To Juniper Harrower, an artist and ecologist, our relationship with plants is as entangled as a bed of ivy. Plant histories have long been interwoven with ours, and we often overlook their majestic beauty. Like so many aspects of our lives being reexamined through the lens of colonialism and development, Harrower wonders how that history fractures our relationship with plants.
“What is the role plants play in constructing our identities,” Harrower asked, “and how do we, in turn, influence their ways of living?”
What: Botanical Entanglements: an ecological art exhibit
When: 10 a.m.-4 p.m., March 12-18
Where: UC Botanical Gardens, Berkeley
Info: Free with garden admission
These are some of the big questions Harrower, a Berkeley resident, explores in “Botanical Entanglements,” a week-long ecological art exhibition at the UC Berkeley Botanical Garden that opens Saturday in the historic Julia Morgan Hall. The site-specific installations are part of Harrow’s year-long residency with Benjamin Blonder’s plant ecology lab at UC Berkeley.

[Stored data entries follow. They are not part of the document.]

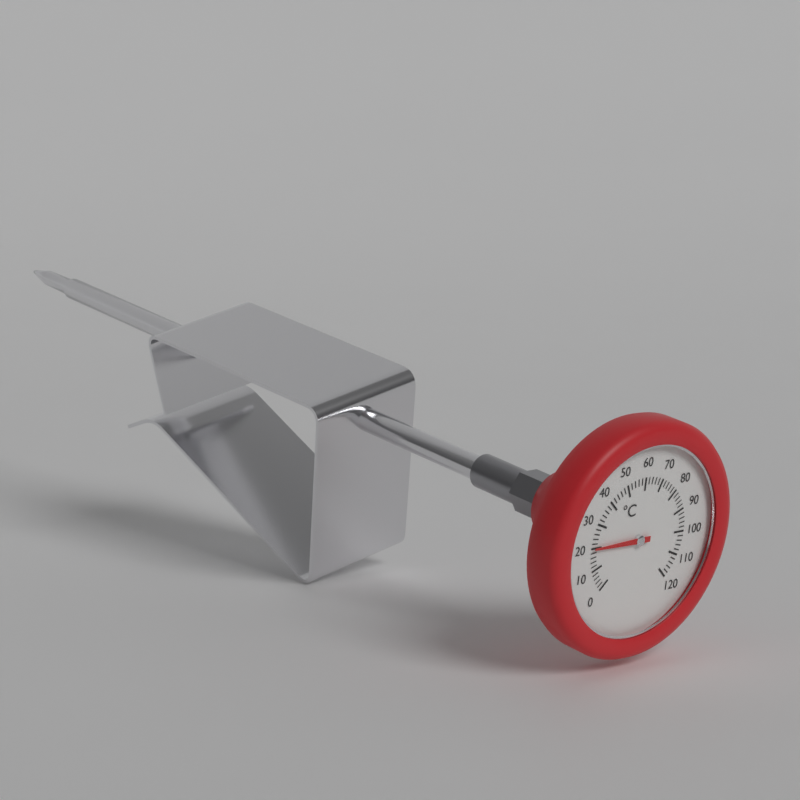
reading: 20 °C
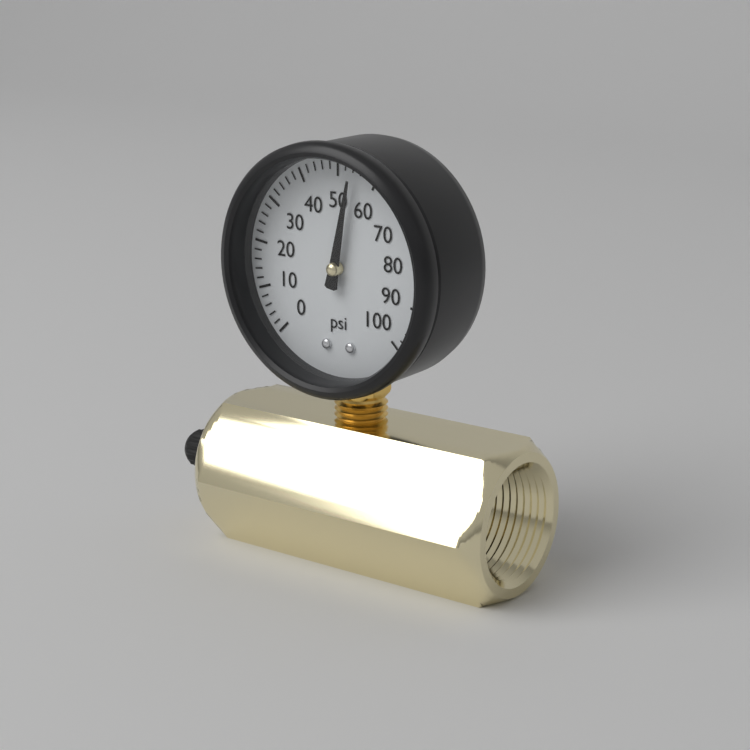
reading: 54 psi
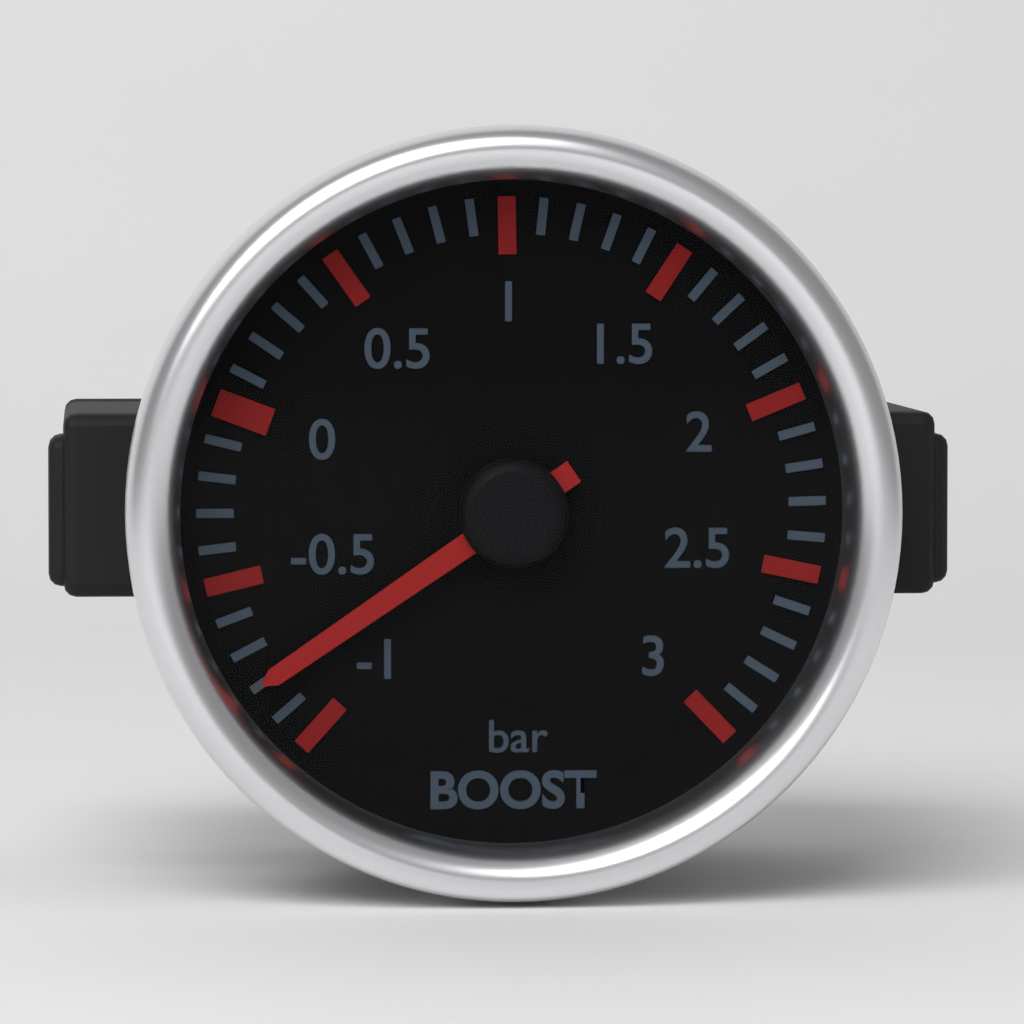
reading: -0.8 bar
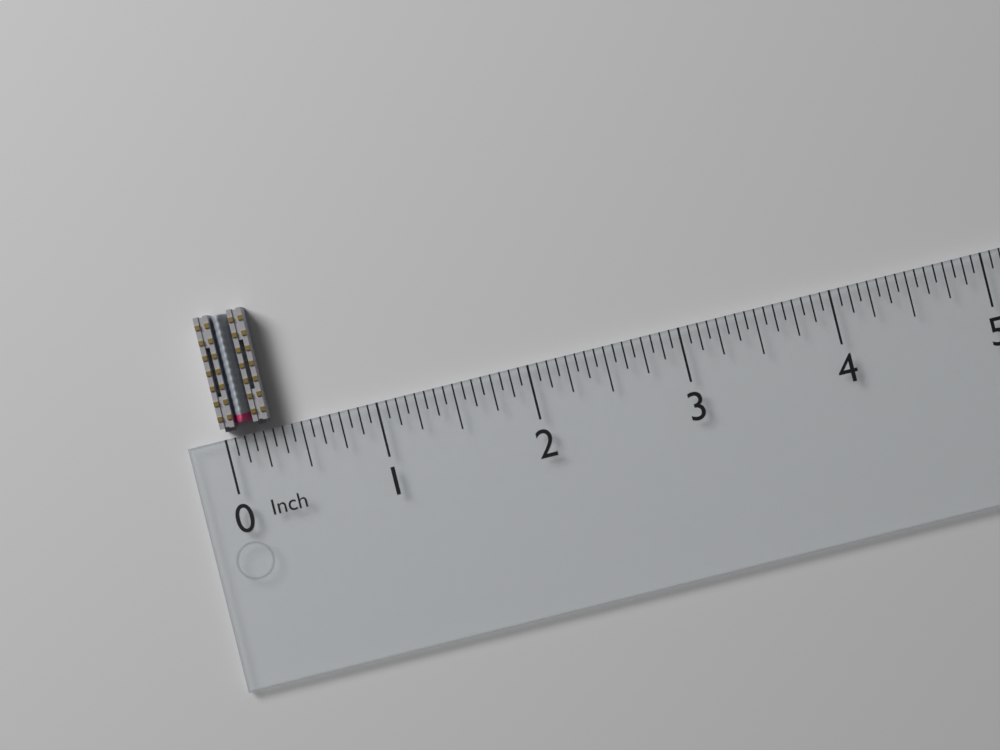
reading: 0.3125 in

Blonder’s research is on plant resiliency and, in particular, the “biological transportation networks,” i.e., their vascular systems, “all those beautiful branching systems you see when you hold up a leaf to the light,” he said. The work is funded by a National Science Foundation grant that included an artist-in-residency to help interpret the science and bring it to a larger audience.
In the end, two artists were accepted from a pool of international applicants from about 10 countries: Harrower and South Side Symphony composer Marcus Norris, who will perform the premiere of a concerto inspired by the resilience of plant communities during a closing night ceremony that is already sold out.
“I was so impressed with their work I decided to choose both,” Blonder said.
Harrower’s research involves “multispecies entanglements under climate change,” according to her website, and is known for her work on how fungal networks and moths contribute to the life of a Joshua Tree, now being considered for endangered species designation. What also made Harrower stand out as a candidate is her unusual combination art-and-ecology doctorate from UC Santa Cruz. Along with her residency, which ends in May, she is working on an MFA at UC Berkeley. She began work on the exhibition in the fall of 2021.

Harrower and Blonder’s research intersects in their emphasis on the impacts of climate change on plants and communities. In the exhibition, Harrower relies on many of the techniques used in Blonder’s lab to study plants’ vascular systems.
The exhibition is made up of five displays across two rooms. All the installations focus on five local medicinal plants — Yerba mansa, Gingko Biloba, Datura metel, Vitus californica (California wild grape) and Nymphaea alba (California water lily) — Harrower chose because of our interactions with them over the centuries. The plants came from her backyard, as well as the botanical garden.
The first room contains hand-embroidered leaf tapestries that turn the scientific images of leaves into a craft, raising questions about the history of embroidery and women’s work. Harrower embroidered the edges of the scientific images in white, so they fade into the background.
“I was thinking about these acts of care, the process of embroidery. Where do we embroider and what do we embroider on?” Harrower asked.
In the same room, displayed against a window so light can filter through it is a silk web containing leaves that have been decayed and dyed using a process in Blonder’s lab that highlights their veins. The leaves are interspersed with those that contain images of local history — for example, the image of a coyote’s eye imprinted on a giant California maple leaf. The intention, said Harrower, reflects “multiple plant histories, decayed and woven together.”
Harrower’s grandest gesture appears in the second, taller room, where scaled-up images of five local plant leaves appear on 12-foot banners.
“I wanted to make the images giant and give visitors a moment to spend time with them, to stand before the majesty of millions of years of evolution,” she said.
Again, the blown-up images represent the five medicinal plants used in all the installations, but Harrower does not reveal the plant names on the banners. Naming “reflects the act of claiming and ideas about empire and colonization” since the plants have Eurocentric names. “There are problematic histories to that,” Harrower said.
Harrower also purposefully abstracted the images, leaving the edges blurred, requiring viewers to take in the images as art, a push-back against “the traditional, scientific, white male gaze.”
Also in the second room is an 8-foot tree sculpture made from a large manzanita shrub from Grass Valley that died due to the ecological combination of drought and the atmospheric river, making a statement about climate change. Instead of using real leaves from the five plants, which would have become brittle, she created leaf prints using mulberry paper dipped in beeswax. She then embedded the leaves with images from the local environment.
“This is a raven that would visit the plant often,” Harrower said. “Here is a pollinator near this Ginkgo. You can see a pile of cigarette butts here. These are all localized histories that I started the conversation with, bringing together the local histories that impact how plants grow.”

A do-it-yourself component of the exhibition involves viewing tiny slides depicting the surrounding property in the 1880s, when it had been a ranch with cleared meadows, contemplating the history of the land and its evolution.
“I am inviting you to look back at their history and gaze at these stories,” she said.